Who Are You Related To?

As I mentioned on Facebook, I was down in Worcester, MA yesterday to hear President M. Russell Ballard and Elder D. Todd Christofferson (two current member of the Quorum of Twelve Apostles of the Church of Jesus Christ of Latter-day Saints) speak in the DCU Center. There were about 12,000 other people there. Tomas and DC got to sit on the fourth row, and Denisa and I were much farther back with MC. It was a great meeting. Elder Christofferson spoke of the need to involve God in our lives through daily prayer. I especially liked his observation that the things which seem of little consequence and things that are most important in our lives often end up being the same things. (After all, the way I see it, breathing is a fairly trivial thing we all do day in and day out. We take it for granted and don’t give it much attention, but when we’re suddenly unable to breathe, we realize quickly just how important it is to us . . . )

President Ballard talked about recognizing the hand of the Lord in your life. Acknowledging those times when He has helped you or guided you in miraculous ways. He told the story of John Howland, a passenger on the Mayflower. He was swept out to sea in the middle of the voyage, but he was able to grab onto a rope that was trailing in the water behind the ship and was hauled back on board. His survival has turned out to be key to much of American history, since he’s a direct ancestor of people including FDR, George Bush, Emerson, Longfellow, Joseph Smith, and 2 million others. It would be easy to dismiss Howland’s rescue as good luck. You can also view it as the hand of providence intervening in his life. How you choose to see it certainly depends on your personal views and outlook, but that’s probably a post for a different time.

President Ballard encouraged members of the audience to pray for the country and its leaders, a sentiment I can certainly get behind. (Indeed, I already wrote an entire blog post about it.) But it occurred to me in the meeting, what happens when people are all praying for the country, but hoping for different outcomes? When faithful Democrats and Republicans all think God wants two entirely different directions for the nation to go? For that, I believe it comes down to us bringing our own wills more in line with God’s. In an ideal world, as we all pray for the same thing (a bright future for the nation, the world, and all its inhabitants), hopefully we will begin to come together more and more, until our wills overlap in multiple places, and we begin to find ways to bring about the things we are all praying for. (If we choose instead to pray for detailed specifics, like “that Trump will leave office” or “that the Democrats will stop being idiots”, I don’t think the odds are high that such overlaps will ever occur. But then again, such prayers presuppose that we understand the will of God better than our neighbors. For prayer to really be effective, I’ve found humility is often a key ingredient. There’s little humility in partisan prayers. Again, probably a topic for a different blog post.)

As I was talking with Tomas after the meeting, we kept coming back to the story of John Howland. I told Tomas I knew we had ancestors on the Mayflower, but I couldn’t right then remember who. We decided it would be a good experience to discover more about our ancestors and look for stories like Howland’s: stories where we might think about where the hand of God interceded in their lives to make it possible for us to be here today.

Thankfully, we live in 2019, and there’s technology developed to help us out in these situations. (Assuming your family history is fairly robust, which mine is, to say the least, thanks to many generations of faithful genealogy-obsessed Latter-day Saint ancestors.)

If you go to relativefinder.org and log in with your familysearch.org account, it will look up your lineage and compare it to many different people’s, from presidents to movie stars to athletes to you name it. It’s through this tool that I now know Neil Armstrong is my 13th cousin once removed. Mark Twain is my 5th cousin 6 times removed. (I knew there was a reason I was so interested in studying Huck Finn for my thesis . . . ) Ben Franklin is my 2nd cousin 10 times removed. Muhammad Ali is my 14th cousin 1 time removed.

Too distant? William Bradford of the Mayflower is my 11th great grandfather. (And 8 other Mayflower passengers are my many great grandparents.) Of course, family history is only as reliable as the data you put into it. According to this tool, Henry VIII is my 14th great grandfather, but when I took the time to trace back exactly how that conclusion was come to, the results were sketchy to say the least. It also claims Grand Sachem Wyandanch, alliance-chief of the Montaukett Indians, is my 13th great grandfather. It would be awesome if it were true, but once again, the actual documentation is tenuous to say the least.

But that William Bradford connection is accurate. I traced his posterity down to Leonard Hill, a resident of Peterborough, New Hampshire (about 50 miles away from Worcester, where I went to the meeting yesterday). He and his wife Sally Forbush met early Latter-day Saint missionaries and joined the church in 1843. They were ostracized from their families and headed west. They both ended up dying on the eventual trek to Utah after the Saints were forced out of Illinois.

In any case, I’m out of time for today. It was a thought-provoking meeting, and maybe some of these tools would be interesting to you, as well. Not sure how much family history you have to have done to get results, but I will say that actually doing the research is fairly addictive once you start. (Or is that just for librarians?)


The whole listing should come back exactly as written, except for the pictures.

☆ ☆ ☆ ☆

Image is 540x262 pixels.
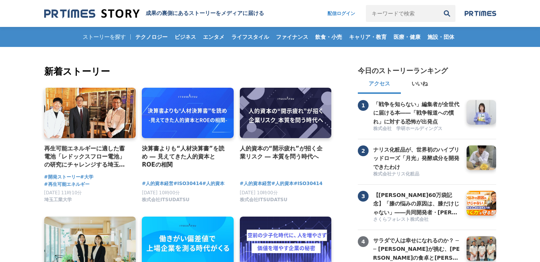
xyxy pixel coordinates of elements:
a: 株式会社 学研ホールディングス [373,125,461,133]
img: 成果の裏側にあるストーリーをメディアに届ける [44,8,140,19]
img: prtimes [465,10,496,17]
a: #ISO30414 [173,180,202,187]
a: ライフスタイル [228,27,272,47]
a: #人的資本 [202,180,225,187]
span: 株式会社 学研ホールディングス [373,125,443,132]
h2: 新着ストーリー [44,65,333,78]
a: さくらフォレスト株式会社 [373,216,461,223]
span: ファイナンス [273,33,311,40]
a: 配信ログイン [320,5,363,22]
a: 株式会社ITSUDATSU [240,199,288,204]
a: 飲食・小売 [312,27,345,47]
span: 1 [358,100,369,111]
a: 再生可能エネルギーに適した蓄電池「レドックスフロー電池」の研究にチャレンジする埼玉工業大学 [44,144,130,169]
a: 人的資本の“開示疲れ”が招く企業リスク ― 本質を問う時代へ [240,144,326,161]
h3: 「戦争を知らない」編集者が全世代に届ける本――「戦争報道への慣れ」に対する恐怖が出発点 [373,100,461,126]
span: 医療・健康 [391,33,424,40]
button: アクセス [358,75,401,94]
span: 3 [358,191,369,201]
span: 飲食・小売 [312,33,345,40]
span: ビジネス [171,33,199,40]
span: 株式会社ITSUDATSU [142,196,190,203]
a: #人的資本経営 [240,180,271,187]
a: #ISO30414 [294,180,323,187]
a: 株式会社ITSUDATSU [142,199,190,204]
a: ビジネス [171,27,199,47]
h3: サラダで人は幸せになれるのか？ ── [PERSON_NAME]が挑む、[PERSON_NAME]の食卓と[PERSON_NAME]の可能性 [373,236,461,262]
a: 決算書よりも“人材決算書”を読め ― 見えてきた人的資本とROEの相関 [142,144,228,169]
span: [DATE] 10時00分 [240,190,278,195]
span: キャリア・教育 [346,33,390,40]
a: #人的資本 [271,180,294,187]
input: キーワードで検索 [366,5,439,22]
a: #再生可能エネルギー [44,181,90,188]
span: [DATE] 11時10分 [44,190,82,195]
a: ナリス化粧品が、世界初のハイブリッドローズ「月光」発酵成分を開発できたわけ [373,145,461,170]
a: #人的資本経営 [142,180,173,187]
span: 埼玉工業大学 [44,196,72,203]
span: 株式会社ナリス化粧品 [373,171,419,177]
h3: 【[PERSON_NAME]60万袋記念】「膝の悩みの原因は、膝だけじゃない」――共同開発者・[PERSON_NAME]先生と語る、"歩く力"を守る想い【共同開発者対談】 [373,191,461,216]
a: テクノロジー [132,27,171,47]
a: #大学 [80,173,93,181]
a: サラダで人は幸せになれるのか？ ── [PERSON_NAME]が挑む、[PERSON_NAME]の食卓と[PERSON_NAME]の可能性 [373,236,461,261]
a: キャリア・教育 [346,27,390,47]
span: ライフスタイル [228,33,272,40]
a: 埼玉工業大学 [44,199,72,204]
a: 株式会社ナリス化粧品 [373,171,461,178]
span: 4 [358,236,369,247]
a: エンタメ [200,27,228,47]
a: 【[PERSON_NAME]60万袋記念】「膝の悩みの原因は、膝だけじゃない」――共同開発者・[PERSON_NAME]先生と語る、"歩く力"を守る想い【共同開発者対談】 [373,191,461,215]
a: ファイナンス [273,27,311,47]
button: いいね [401,75,439,94]
span: [DATE] 10時00分 [142,190,180,195]
h1: 成果の裏側にあるストーリーをメディアに届ける [146,10,264,17]
a: 成果の裏側にあるストーリーをメディアに届ける 成果の裏側にあるストーリーをメディアに届ける [44,8,264,19]
a: 医療・健康 [391,27,424,47]
span: 株式会社ITSUDATSU [240,196,288,203]
a: 施設・団体 [424,27,458,47]
h3: ナリス化粧品が、世界初のハイブリッドローズ「月光」発酵成分を開発できたわけ [373,145,461,171]
a: 「戦争を知らない」編集者が全世代に届ける本――「戦争報道への慣れ」に対する恐怖が出発点 [373,100,461,125]
button: 検索 [439,5,456,22]
span: テクノロジー [132,33,171,40]
h2: 今日のストーリーランキング [358,66,448,75]
a: #開発ストーリー [44,173,80,181]
span: 施設・団体 [424,33,458,40]
span: さくらフォレスト株式会社 [373,216,429,223]
span: 2 [358,145,369,156]
span: エンタメ [200,33,228,40]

☆ ☆ ☆ ☆

#### [Written response]
Image is 540x262 pixels.
xyxy pixel coordinates of elements:
a: 株式会社 学研ホールディングス [373,125,461,133]
img: 成果の裏側にあるストーリーをメディアに届ける [44,8,140,19]
img: prtimes [465,10,496,17]
a: #ISO30414 [173,180,202,187]
a: ライフスタイル [228,27,272,47]
a: #人的資本 [202,180,225,187]
span: 株式会社 学研ホールディングス [373,125,443,132]
h2: 新着ストーリー [44,65,333,78]
a: さくらフォレスト株式会社 [373,216,461,223]
span: ファイナンス [273,33,311,40]
a: 配信ログイン [320,5,363,22]
a: 株式会社ITSUDATSU [240,199,288,204]
a: 飲食・小売 [312,27,345,47]
span: 1 [358,100,369,111]
a: 再生可能エネルギーに適した蓄電池「レドックスフロー電池」の研究にチャレンジする埼玉工業大学 [44,144,130,169]
a: 人的資本の“開示疲れ”が招く企業リスク ― 本質を問う時代へ [240,144,326,161]
h3: 「戦争を知らない」編集者が全世代に届ける本――「戦争報道への慣れ」に対する恐怖が出発点 [373,100,461,126]
span: 医療・健康 [391,33,424,40]
button: アクセス [358,75,401,94]
span: 3 [358,191,369,201]
span: 飲食・小売 [312,33,345,40]
span: ビジネス [171,33,199,40]
span: 株式会社ITSUDATSU [142,196,190,203]
a: #人的資本経営 [240,180,271,187]
a: #ISO30414 [294,180,323,187]
a: 株式会社ITSUDATSU [142,199,190,204]
a: ビジネス [171,27,199,47]
h3: サラダで人は幸せになれるのか？ ── [PERSON_NAME]が挑む、[PERSON_NAME]の食卓と[PERSON_NAME]の可能性 [373,236,461,262]
a: 決算書よりも“人材決算書”を読め ― 見えてきた人的資本とROEの相関 [142,144,228,169]
span: [DATE] 10時00分 [240,190,278,195]
span: キャリア・教育 [346,33,390,40]
a: #人的資本 [271,180,294,187]
input: キーワードで検索 [366,5,439,22]
a: #再生可能エネルギー [44,181,90,188]
span: [DATE] 11時10分 [44,190,82,195]
a: ナリス化粧品が、世界初のハイブリッドローズ「月光」発酵成分を開発できたわけ [373,145,461,170]
a: #人的資本経営 [142,180,173,187]
span: 埼玉工業大学 [44,196,72,203]
span: 株式会社ナリス化粧品 [373,171,419,177]
h3: 【[PERSON_NAME]60万袋記念】「膝の悩みの原因は、膝だけじゃない」――共同開発者・[PERSON_NAME]先生と語る、"歩く力"を守る想い【共同開発者対談】 [373,191,461,216]
a: テクノロジー [132,27,171,47]
a: #大学 [80,173,93,181]
a: サラダで人は幸せになれるのか？ ── [PERSON_NAME]が挑む、[PERSON_NAME]の食卓と[PERSON_NAME]の可能性 [373,236,461,261]
a: キャリア・教育 [346,27,390,47]
span: ライフスタイル [228,33,272,40]
a: 埼玉工業大学 [44,199,72,204]
a: 株式会社ナリス化粧品 [373,171,461,178]
span: 4 [358,236,369,247]
a: エンタメ [200,27,228,47]
a: 【[PERSON_NAME]60万袋記念】「膝の悩みの原因は、膝だけじゃない」――共同開発者・[PERSON_NAME]先生と語る、"歩く力"を守る想い【共同開発者対談】 [373,191,461,215]
a: ファイナンス [273,27,311,47]
button: いいね [401,75,439,94]
span: [DATE] 10時00分 [142,190,180,195]
h1: 成果の裏側にあるストーリーをメディアに届ける [146,10,264,17]
a: 成果の裏側にあるストーリーをメディアに届ける 成果の裏側にあるストーリーをメディアに届ける [44,8,264,19]
a: 医療・健康 [391,27,424,47]
span: 株式会社ITSUDATSU [240,196,288,203]
a: 施設・団体 [424,27,458,47]
h3: ナリス化粧品が、世界初のハイブリッドローズ「月光」発酵成分を開発できたわけ [373,145,461,171]
a: 「戦争を知らない」編集者が全世代に届ける本――「戦争報道への慣れ」に対する恐怖が出発点 [373,100,461,125]
button: 検索 [439,5,456,22]
span: テクノロジー [132,33,171,40]
h2: 今日のストーリーランキング [358,66,448,75]
a: #開発ストーリー [44,173,80,181]
span: 施設・団体 [424,33,458,40]
span: さくらフォレスト株式会社 [373,216,429,223]
span: 2 [358,145,369,156]
span: エンタメ [200,33,228,40]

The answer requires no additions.